Well, it’s all happening at Ulysse Nardin Blast Moonstruck . Just last week it was announced that its parent company Sowind Group SA had been bought from Kering by Sowind’s board of directors, including UN CEO Patrick Pruniaux. Now, the Le Locle-based brand has launched its first exciting release of 2022: The dark, the dashing, and ultra-complicated Blast Moonstruck.
The Blast Moonstruck carries on Ulysse Nardin’s tradition of mind-blowing Ludwig Oeschlin-designed astronomical watches that started with the Astrolabium Galileo Galilei, Planetarium Copernicus, and Tellurium Johannes Kepler in the 1980s and ‘90s.
Oeschlin continued to work his magic in 2009 when the first Moonstruck was unveiled, followed up in 2017 by the launch of the Executive Moonstruck Worldtimer.
In essence, the new Ulysse Nardin Blast Moonstruck is a cleaner, sleeker, more contemporary interpretation of the Executive Moonstruck Worldtimer. It packs the same complex astronomical instrumentation of the latter, with indications for local time, world time, date, moonphase, days of the lunar month, the position of the sun and moon relative to the Earth, and tidal cycles.
But now, the Ulysse Nardin Blast Moonstruck is packaged in the bold, stealth jet-inspired style that has come to define the brand’s Blast collection. That means a black, gold, and aventurine dial framed by a 45mm black ceramic and black DLC titanium case that features geometrically shaped lugs and a crenulated crown. Finally, the case and dial are paired with a black strap made from alligator leather, rubber, or velvet.
The time – indicated via tapering, gilded, lume-filled hands – can be quickly set forward or backward (using the pushers on the caseband) to any of the 24 time zones represented by world cities emblazoned on the dial’s flange. Additionally, to supplement the 24-hour numerals just inside the flange, the Earth, as seen from above the North Pole, is micro-engraved on the inside of a domed portion of the sapphire crystal. That, in turn, is encircled by the date ring.
Meanwhile, the precision moonphase is indicated through a circular aperture, while the sun is represented using a three-dimensional bronzite disk. Not only does Blast Moonstruck depict the real-time position of these two entities in relation to the Earth – from which you can read the state of the tides – but the moon will appear brighter or dimmer in keeping with the lunar calendar. Powering all these sophisticated indications is the UN-106 automatic caliber, packing a 50-hour power reserve and a 22K gold winding rotor, visible through the transparent display caseback.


Check every line of the material below, and show those that contain "this".

■ ■ ■ ■

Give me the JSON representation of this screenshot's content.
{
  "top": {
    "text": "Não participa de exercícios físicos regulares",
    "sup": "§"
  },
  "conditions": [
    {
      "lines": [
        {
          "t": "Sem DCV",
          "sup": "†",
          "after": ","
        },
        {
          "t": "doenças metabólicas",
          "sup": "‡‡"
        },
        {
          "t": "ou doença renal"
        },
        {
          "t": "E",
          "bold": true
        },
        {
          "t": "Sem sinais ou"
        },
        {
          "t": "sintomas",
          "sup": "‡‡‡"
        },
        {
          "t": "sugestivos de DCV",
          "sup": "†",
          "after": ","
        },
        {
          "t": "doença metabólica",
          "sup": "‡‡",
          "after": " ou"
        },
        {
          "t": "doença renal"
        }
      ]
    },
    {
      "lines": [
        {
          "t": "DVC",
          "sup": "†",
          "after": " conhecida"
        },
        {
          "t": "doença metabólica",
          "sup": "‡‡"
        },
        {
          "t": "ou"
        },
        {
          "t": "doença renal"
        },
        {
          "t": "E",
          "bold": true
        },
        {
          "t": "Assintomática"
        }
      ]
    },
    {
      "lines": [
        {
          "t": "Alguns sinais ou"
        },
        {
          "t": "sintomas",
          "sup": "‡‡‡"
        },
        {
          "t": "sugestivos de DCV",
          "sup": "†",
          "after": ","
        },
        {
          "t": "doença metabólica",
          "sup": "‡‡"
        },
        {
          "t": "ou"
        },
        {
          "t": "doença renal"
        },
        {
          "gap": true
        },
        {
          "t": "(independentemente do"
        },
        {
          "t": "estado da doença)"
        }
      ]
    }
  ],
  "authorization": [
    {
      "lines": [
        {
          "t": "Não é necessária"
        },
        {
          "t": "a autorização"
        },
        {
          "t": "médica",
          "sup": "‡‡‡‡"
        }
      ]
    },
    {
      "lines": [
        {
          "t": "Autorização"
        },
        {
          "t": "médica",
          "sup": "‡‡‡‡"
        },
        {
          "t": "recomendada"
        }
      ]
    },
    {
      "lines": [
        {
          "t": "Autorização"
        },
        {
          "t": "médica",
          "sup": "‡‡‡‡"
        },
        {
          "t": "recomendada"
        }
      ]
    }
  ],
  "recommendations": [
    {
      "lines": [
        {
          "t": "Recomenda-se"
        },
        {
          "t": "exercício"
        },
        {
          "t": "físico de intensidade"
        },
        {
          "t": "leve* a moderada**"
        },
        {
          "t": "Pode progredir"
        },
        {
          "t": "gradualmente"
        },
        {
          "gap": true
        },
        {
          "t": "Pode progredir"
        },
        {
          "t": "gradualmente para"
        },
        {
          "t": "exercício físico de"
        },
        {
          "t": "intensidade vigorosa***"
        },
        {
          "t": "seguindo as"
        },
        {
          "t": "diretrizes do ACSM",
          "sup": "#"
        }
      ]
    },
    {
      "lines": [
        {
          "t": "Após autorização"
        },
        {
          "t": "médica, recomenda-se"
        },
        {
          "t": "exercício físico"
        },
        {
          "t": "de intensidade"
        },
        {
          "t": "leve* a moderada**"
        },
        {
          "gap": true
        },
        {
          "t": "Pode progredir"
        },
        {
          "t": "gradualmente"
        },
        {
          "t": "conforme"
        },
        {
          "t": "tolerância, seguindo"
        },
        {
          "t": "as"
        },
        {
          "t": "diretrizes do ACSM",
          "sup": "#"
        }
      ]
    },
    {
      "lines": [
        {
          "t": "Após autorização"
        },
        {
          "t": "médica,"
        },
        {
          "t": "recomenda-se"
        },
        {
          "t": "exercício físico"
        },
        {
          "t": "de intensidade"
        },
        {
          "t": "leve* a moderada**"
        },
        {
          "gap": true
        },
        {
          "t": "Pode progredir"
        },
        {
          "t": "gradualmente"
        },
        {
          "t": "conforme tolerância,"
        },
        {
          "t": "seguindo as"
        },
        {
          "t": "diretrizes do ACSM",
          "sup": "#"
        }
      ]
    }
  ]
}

■ ■ ■ ■

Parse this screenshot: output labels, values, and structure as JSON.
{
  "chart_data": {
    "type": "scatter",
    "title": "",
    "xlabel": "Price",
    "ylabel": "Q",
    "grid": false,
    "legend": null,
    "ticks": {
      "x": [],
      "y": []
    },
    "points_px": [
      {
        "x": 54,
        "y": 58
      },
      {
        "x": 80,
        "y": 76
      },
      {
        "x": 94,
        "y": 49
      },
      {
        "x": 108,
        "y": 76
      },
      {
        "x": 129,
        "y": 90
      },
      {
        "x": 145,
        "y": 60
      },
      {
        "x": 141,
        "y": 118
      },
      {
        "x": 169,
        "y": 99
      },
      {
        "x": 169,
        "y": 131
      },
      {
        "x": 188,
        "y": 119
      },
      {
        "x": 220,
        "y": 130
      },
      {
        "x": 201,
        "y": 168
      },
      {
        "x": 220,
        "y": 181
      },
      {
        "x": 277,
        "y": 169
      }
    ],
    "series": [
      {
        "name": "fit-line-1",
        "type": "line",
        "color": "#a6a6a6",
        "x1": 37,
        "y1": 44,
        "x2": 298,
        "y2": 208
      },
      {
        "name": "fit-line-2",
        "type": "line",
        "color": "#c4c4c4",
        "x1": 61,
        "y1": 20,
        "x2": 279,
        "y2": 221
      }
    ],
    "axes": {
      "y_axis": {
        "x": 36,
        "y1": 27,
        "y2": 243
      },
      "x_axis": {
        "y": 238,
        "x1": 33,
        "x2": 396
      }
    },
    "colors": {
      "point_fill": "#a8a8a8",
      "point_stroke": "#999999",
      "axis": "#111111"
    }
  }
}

■ ■ ■ ■

Written response =
Give me the JSON representation of this screenshot's content.
Parse this screenshot: output labels, values, and structure as JSON.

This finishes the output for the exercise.